Concentration gradients play a critical role in embryogenesis, bacterial locomotion, as well as the motility of active particles. Particles develop concentration profiles around them by dissolution, adsorption, or the reactivity of surface species. These gradients change the surface energy of the particles, driving both their self-propulsion and governing their interactions. Here, we uncover a regime in which solute gradients mediate interactions between slowly dissolving droplets without causing autophoresis. This decoupling allows us to directly measure the steady-state, repulsive force, which scales with interparticle distance as F ∼ 1/r 2 . Our results show that the dissolution process is diffusion rather than reaction rate limited, and the theoretical model captures the dependence of the interactions on droplet size and solute concentration, using a single fit parameter, l = 16 ± 3 nm, which corresponds to the length scale of a swollen micelle. Our results shed light on the out-of-equilibrium behavior of particles with surface reactivity.
One
of the most attractive commercial applications of semiconductor
nanocrystals (NCs) is their use in lasers. Thanks to their high quantum
yield, tunable optical properties, photostability, and wet-chemical
processability, NCs have arisen as promising gain materials. Most
of these applications, however, rely on incorporation of NCs in lasing
cavities separately produced using sophisticated fabrication methods
and often difficult to manipulate.
Here, we present whispering gallery mode lasing in supraparticles
(SPs) of self-assembled NCs. The SPs composed of NCs act as both lasing
medium and cavity. Moreover, the synthesis of the SPs, based on an
in-flow microfluidic device, allows precise control of the dimensions
of the SPs, i.e. the size of the cavity, in the micrometer
range with polydispersity as low as several percent. The SPs presented
here show whispering gallery mode resonances with quality factors
up to 320. Whispering gallery mode lasing is evidenced by a clear
threshold behavior, coherent emission, and emission lifetime shortening
due to the stimulation process.
Shape changes resulting from segmental flexibility are ubiquitous in molecular and biological systems, and are expected to affect both the diffusive motion and (biological) function of dispersed objects. The recent development of colloidal structures with freely jointed bonds have now made a direct experimental investigation of diffusive shape-changing objects possible. Here, we show the effect of segmental flexibility on the simplest possible model system, a freely jointed cluster of three spherical particles, and validate long-standing theoretical predictions. We find that, in addition to the rotational diffusion time, an analogous conformational diffusion time governs the relaxation of the diffusive motion, unique to flexible assemblies, and that their translational diffusivity differs by a small but measurable amount. We also uncovered a Brownian quasiscallop mode, where diffusive motion is coupled to Brownian shape changes. Our findings could have implications for molecular and biological systems where diffusion plays an important role, such as functional site availability in lock-and-key protein interactions.
Miscible liquids can phase separate in response to a composition change. In bulk fluids, the demixing begins on molecular-length scales, which coarsen into macroscopic phases. By contrast, confining a mixture in microfluidic droplets causes sequential phase separation bursts, which self-organize into rings of oil and water to make multilayered emulsions. The spacing in these nonequilibrium patterns is self-similar and scale-free over a range of droplet sizes. We develop a modified Cahn-Hilliard model, in which an immiscibility front with stretched exponential dynamics quantitatively predicts the spacing of the layers. In addition, a scaling law predicts the lifetime of each layer, giving rise to a stepwise release of inner droplets. Analogously, in long rectangular capillaries, a diffusive front yields large-scale oil and water stripes on the time scale of hours. The same theory relates their characteristic length scale to the speed of the front and the rate of mass transport. Control over liquid-liquid phase separation into large-scale patterns finds potential material applications in living cells, encapsulation, particulate design, and surface patterning.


# [Task statement]
Below are lines of data; count those containing the word "leader" and write nothing but the number.
+++
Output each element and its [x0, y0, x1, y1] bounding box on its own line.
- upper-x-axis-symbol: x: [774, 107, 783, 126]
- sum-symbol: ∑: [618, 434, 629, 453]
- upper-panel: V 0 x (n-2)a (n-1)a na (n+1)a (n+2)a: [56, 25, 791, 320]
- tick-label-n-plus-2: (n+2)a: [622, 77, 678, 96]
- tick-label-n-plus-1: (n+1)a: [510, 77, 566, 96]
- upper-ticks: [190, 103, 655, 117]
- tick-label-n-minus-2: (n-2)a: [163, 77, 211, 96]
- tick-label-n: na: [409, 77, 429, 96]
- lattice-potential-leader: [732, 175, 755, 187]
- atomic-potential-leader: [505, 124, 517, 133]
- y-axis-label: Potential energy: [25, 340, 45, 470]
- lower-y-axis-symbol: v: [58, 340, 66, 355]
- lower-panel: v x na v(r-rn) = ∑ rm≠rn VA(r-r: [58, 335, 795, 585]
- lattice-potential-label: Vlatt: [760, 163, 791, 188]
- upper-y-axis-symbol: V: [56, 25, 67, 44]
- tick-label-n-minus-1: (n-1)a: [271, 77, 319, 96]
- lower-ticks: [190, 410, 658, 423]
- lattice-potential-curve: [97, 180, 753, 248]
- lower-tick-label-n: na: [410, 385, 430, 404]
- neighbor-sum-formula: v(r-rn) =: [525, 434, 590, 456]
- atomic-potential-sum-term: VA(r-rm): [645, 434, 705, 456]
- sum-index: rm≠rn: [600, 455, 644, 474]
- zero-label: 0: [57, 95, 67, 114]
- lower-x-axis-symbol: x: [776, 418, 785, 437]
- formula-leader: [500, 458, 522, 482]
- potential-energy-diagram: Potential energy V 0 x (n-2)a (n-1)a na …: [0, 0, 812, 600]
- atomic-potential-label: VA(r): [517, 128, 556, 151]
+++
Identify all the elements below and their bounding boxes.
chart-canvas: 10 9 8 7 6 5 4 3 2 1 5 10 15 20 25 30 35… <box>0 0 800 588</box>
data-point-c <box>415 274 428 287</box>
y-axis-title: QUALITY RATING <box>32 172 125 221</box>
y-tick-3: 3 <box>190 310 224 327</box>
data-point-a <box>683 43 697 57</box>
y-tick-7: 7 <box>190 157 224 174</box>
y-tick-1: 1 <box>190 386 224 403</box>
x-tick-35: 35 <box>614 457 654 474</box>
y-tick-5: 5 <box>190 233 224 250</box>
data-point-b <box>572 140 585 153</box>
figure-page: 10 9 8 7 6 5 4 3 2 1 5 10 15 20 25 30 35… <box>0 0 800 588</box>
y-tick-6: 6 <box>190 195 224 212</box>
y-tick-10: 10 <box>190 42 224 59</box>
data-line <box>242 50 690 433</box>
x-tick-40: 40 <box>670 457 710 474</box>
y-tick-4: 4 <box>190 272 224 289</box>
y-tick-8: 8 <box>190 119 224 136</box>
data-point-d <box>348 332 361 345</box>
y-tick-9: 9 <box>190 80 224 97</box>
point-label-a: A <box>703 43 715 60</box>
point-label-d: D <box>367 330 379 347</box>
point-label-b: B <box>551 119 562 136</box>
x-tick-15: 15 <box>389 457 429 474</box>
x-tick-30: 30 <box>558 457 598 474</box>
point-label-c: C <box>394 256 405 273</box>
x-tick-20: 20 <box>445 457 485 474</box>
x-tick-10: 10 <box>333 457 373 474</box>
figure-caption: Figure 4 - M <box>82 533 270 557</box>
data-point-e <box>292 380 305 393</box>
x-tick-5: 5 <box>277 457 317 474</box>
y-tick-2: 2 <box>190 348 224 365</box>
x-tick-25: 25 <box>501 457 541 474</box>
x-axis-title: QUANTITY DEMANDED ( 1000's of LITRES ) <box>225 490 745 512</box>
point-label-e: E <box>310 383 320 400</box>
+++
# [Finished task]
3